IN.

Author: Will McPhail
Format: Hardcover
Pages: 270
Publish Date: June 2021
Publisher: Houghton Mifflin Harcourt
Catalog ID: ISBN: 978-0358345541
Where to buy: https://bookshop.org/shop/graphicmedicine
Author website: https://www.willmcphail.com/
Review
Guest Review by Maura Spiegel
The Edinburgh, Scotland-based New Yorker cartoonist, Will McPhail, is not the first to wonder what our psychic life would look like if we could draw it, but he does something quite special with the idea in IN. His narrator/protagonist, Nick Ross, is an artist who spends a lot of time in hipster coffee places and suffers from an inability to establish authentic connections with others; it all feels like performance to him. The witty portrayal of his muted black and white existence explodes into color when a superficial exchange with the plumber fixing his toilet evolves into a moment of shared feelings. This fleeting human connection sends Nick into a state of elation that carries him (metaphorically) to a richly colored mountain landscape—a sustained visual revery that takes the reader along with him. Such powerful psychic adventures occur in the text at moments when Nick connects with others or when life becomes all too real for him, as when he learns that his mother has stage-four pancreatic cancer. This news initiates the most mysterious of color-sequences, as Nick approaches what appears to be a Temple of Medicine floating in a dark sea at night—an edifice that will fall into ruin later in the text. The images here appear to merge Nick’s own fears about medicine with his mother’s. As he enters the Temple, he is dwarfed by enormous doors and hallways. A series of panels evokes paintings of Nineteenth-Century surgical theatres, except that the medical students among whom Nick sits, are all women—with whom he can find no means of connection.
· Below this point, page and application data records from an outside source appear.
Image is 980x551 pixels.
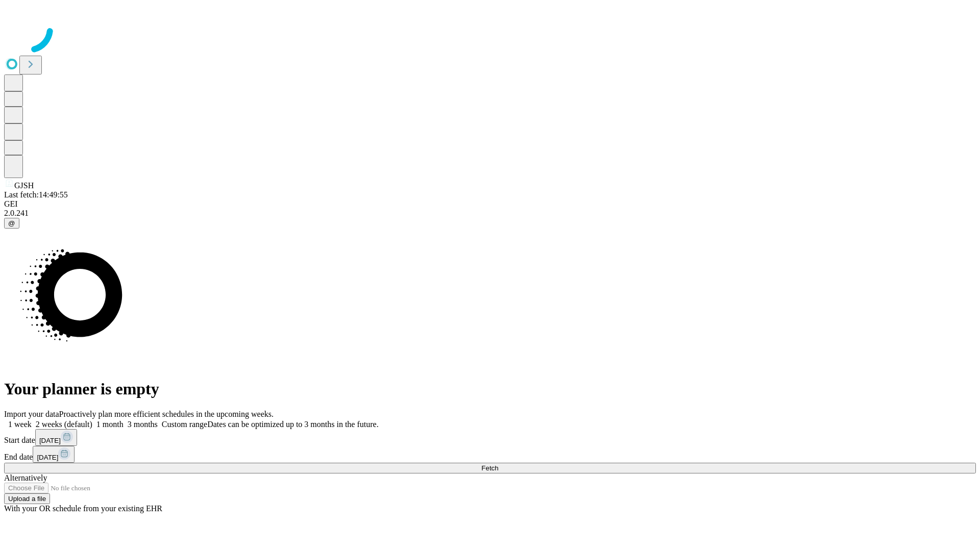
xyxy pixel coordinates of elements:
[14,181,34,190] span: GJSH
[4,379,975,398] h1: Your planner is empty
[97,420,123,429] span: 1 month
[4,218,20,229] button: @
[33,446,75,463] button: [DATE]
[36,453,58,462] span: [DATE]
[35,429,77,446] button: [DATE]
[9,420,32,429] span: 1 week
[4,209,975,218] div: 2.0.241
[4,190,68,199] span: Last fetch: 14:49:55
[4,410,59,418] span: Import your data
[4,474,47,482] span: Alternatively
[4,200,975,209] div: GEI
[4,463,975,474] button: Fetch
[4,429,975,446] div: Start date
[162,420,207,429] span: Custom range
[4,494,50,504] button: Upload a file
[36,420,92,429] span: 2 weeks (default)
[9,219,15,227] span: @
[4,446,975,463] div: End date
[481,464,498,472] span: Fetch
[127,420,158,429] span: 3 months
[4,504,163,513] span: With your OR schedule from your existing EHR
[39,437,61,445] span: [DATE]
[59,410,273,418] span: Proactively plan more efficient schedules in the upcoming weeks.
[207,420,378,429] span: Dates can be optimized up to 3 months in the future.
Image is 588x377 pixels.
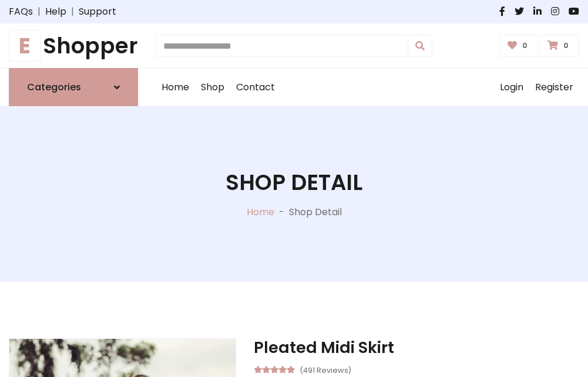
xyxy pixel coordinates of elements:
span: 0 [519,40,530,51]
a: FAQs [9,5,33,19]
a: 0 [499,35,538,57]
a: Help [45,5,66,19]
p: - [274,206,289,220]
a: Login [494,68,529,106]
span: 0 [560,40,571,51]
a: EShopper [9,33,138,59]
h1: Shop Detail [225,169,362,195]
a: Home [156,68,195,106]
a: Register [529,68,579,106]
p: Shop Detail [289,206,342,220]
span: | [33,5,45,19]
a: Contact [230,68,280,106]
h1: Shopper [9,33,138,59]
span: E [9,30,40,61]
a: Shop [195,68,230,106]
h6: Categories [27,82,81,93]
a: 0 [540,35,579,57]
span: | [66,5,79,19]
a: Categories [9,68,138,106]
a: Home [247,206,274,219]
h3: Pleated Midi Skirt [254,339,579,357]
small: (491 Reviews) [299,362,351,376]
a: Support [79,5,116,19]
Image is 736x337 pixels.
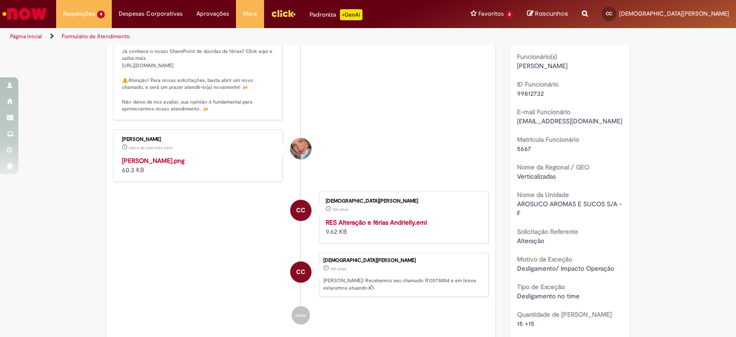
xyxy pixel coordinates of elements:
[97,11,105,18] span: 9
[122,156,184,165] a: [PERSON_NAME].png
[196,9,229,18] span: Aprovações
[296,261,305,283] span: CC
[323,277,483,291] p: [PERSON_NAME]! Recebemos seu chamado R13578854 e em breve estaremos atuando.
[606,11,612,17] span: CC
[7,28,484,45] ul: Trilhas de página
[517,89,544,97] span: 99812732
[271,6,296,20] img: click_logo_yellow_360x200.png
[62,33,130,40] a: Formulário de Atendimento
[517,62,567,70] span: [PERSON_NAME]
[119,9,183,18] span: Despesas Corporativas
[517,264,614,272] span: Desligamento/ Impacto Operação
[122,137,275,142] div: [PERSON_NAME]
[340,9,362,20] p: +GenAi
[517,108,570,116] b: E-mail Funcionário
[113,252,488,297] li: Cristiane Medeiros Cascaes
[517,310,612,318] b: Quantidade de [PERSON_NAME]
[517,172,555,180] span: Verticalizadas
[535,9,568,18] span: Rascunhos
[527,10,568,18] a: Rascunhos
[517,236,544,245] span: Alteração
[63,9,95,18] span: Requisições
[296,199,305,221] span: CC
[309,9,362,20] div: Padroniza
[517,144,531,153] span: 5667
[10,33,42,40] a: Página inicial
[619,10,729,17] span: [DEMOGRAPHIC_DATA][PERSON_NAME]
[290,138,311,159] div: Jacqueline Andrade Galani
[478,9,504,18] span: Favoritos
[129,145,173,150] time: 30/09/2025 07:55:57
[517,200,624,217] span: AROSUCO AROMAS E SUCOS S/A - F
[517,190,569,199] b: Nome da Unidade
[323,258,483,263] div: [DEMOGRAPHIC_DATA][PERSON_NAME]
[517,117,622,125] span: [EMAIL_ADDRESS][DOMAIN_NAME]
[122,156,275,174] div: 60.3 KB
[243,9,257,18] span: More
[290,200,311,221] div: Cristiane Medeiros Cascaes
[330,266,346,271] span: 15h atrás
[290,261,311,282] div: Cristiane Medeiros Cascaes
[505,11,513,18] span: 6
[517,292,579,300] span: Desligamento no time
[517,282,565,291] b: Tipo de Exceção
[326,198,479,204] div: [DEMOGRAPHIC_DATA][PERSON_NAME]
[330,266,346,271] time: 29/09/2025 17:30:05
[517,319,534,327] span: 15 +15
[517,227,578,235] b: Solicitação Referente
[517,80,558,88] b: ID Funcionário
[517,52,557,61] b: Funcionário(s)
[326,218,479,236] div: 9.62 KB
[332,206,349,212] time: 29/09/2025 17:30:01
[326,218,427,226] a: RES Alteração e férias Andrielly.eml
[517,163,589,171] b: Nome da Regional / GEO
[517,255,572,263] b: Motivo da Exceção
[517,135,579,143] b: Matrícula Funcionário
[129,145,173,150] span: cerca de uma hora atrás
[332,206,349,212] span: 15h atrás
[1,5,48,23] img: ServiceNow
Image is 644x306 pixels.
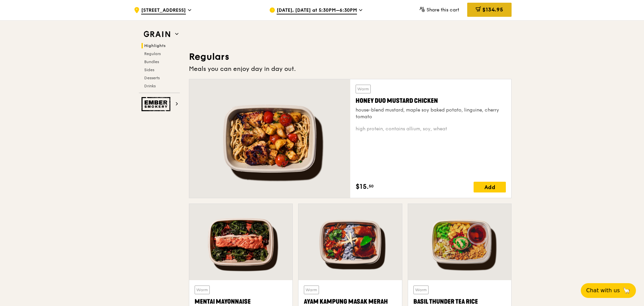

The women appear to be laughing while observing the castration of a cadaver—who could be Nick. Following the castration procedure, a doctor, as if raising a new-born baby, presents a jar containing the penis floating in formaldehyde. The Temple of Medicine is indeed a fearful place.
Along with Nick’s mother’s cancer, an oncologist has a significant role in the story. A woman Nick meets in a bar and likes a lot turns out to be a cancer doctor, and he will lean on her to “make her [his mother] better”. Her explanation that “I can’t always do something” initiates another powerful sequence of uncanny, nightmarish color images. But the novel is not so much about illness or grief; it’s about achieving human connection—and rendering (in images) what that feels like. The round-eyed look of panic or stunned amazement that is a signature feature of McPhail’s characters is transcended in such moments, replaced by intersubjective meeting, being drawn into a fully human world—getting “IN.” And the text celebrates the enormity of the worlds within each of us.
This would be a useful text for medical students or students in medical humanities, not—again—for its medical content, but for exploring the feelings that accompany good and bad interactions, and for interpreting the images that represent the unaccountable and unseen subjective responses people have to one another.
Will McPhail has won the Gag Cartoonist Reuben Award.
Maura Spiegel teaches literature and film at Columbia University and Barnard College. She is Co-Director of the Division of Narrative Medicine in the Department of Medical Humanities and Ethics at Columbia Vagelos College of Physicians and Surgeons, where she teaches a film class to first-year medical students. She recently published a biography of movie director Sidney Lumet (St. Martin’s Press).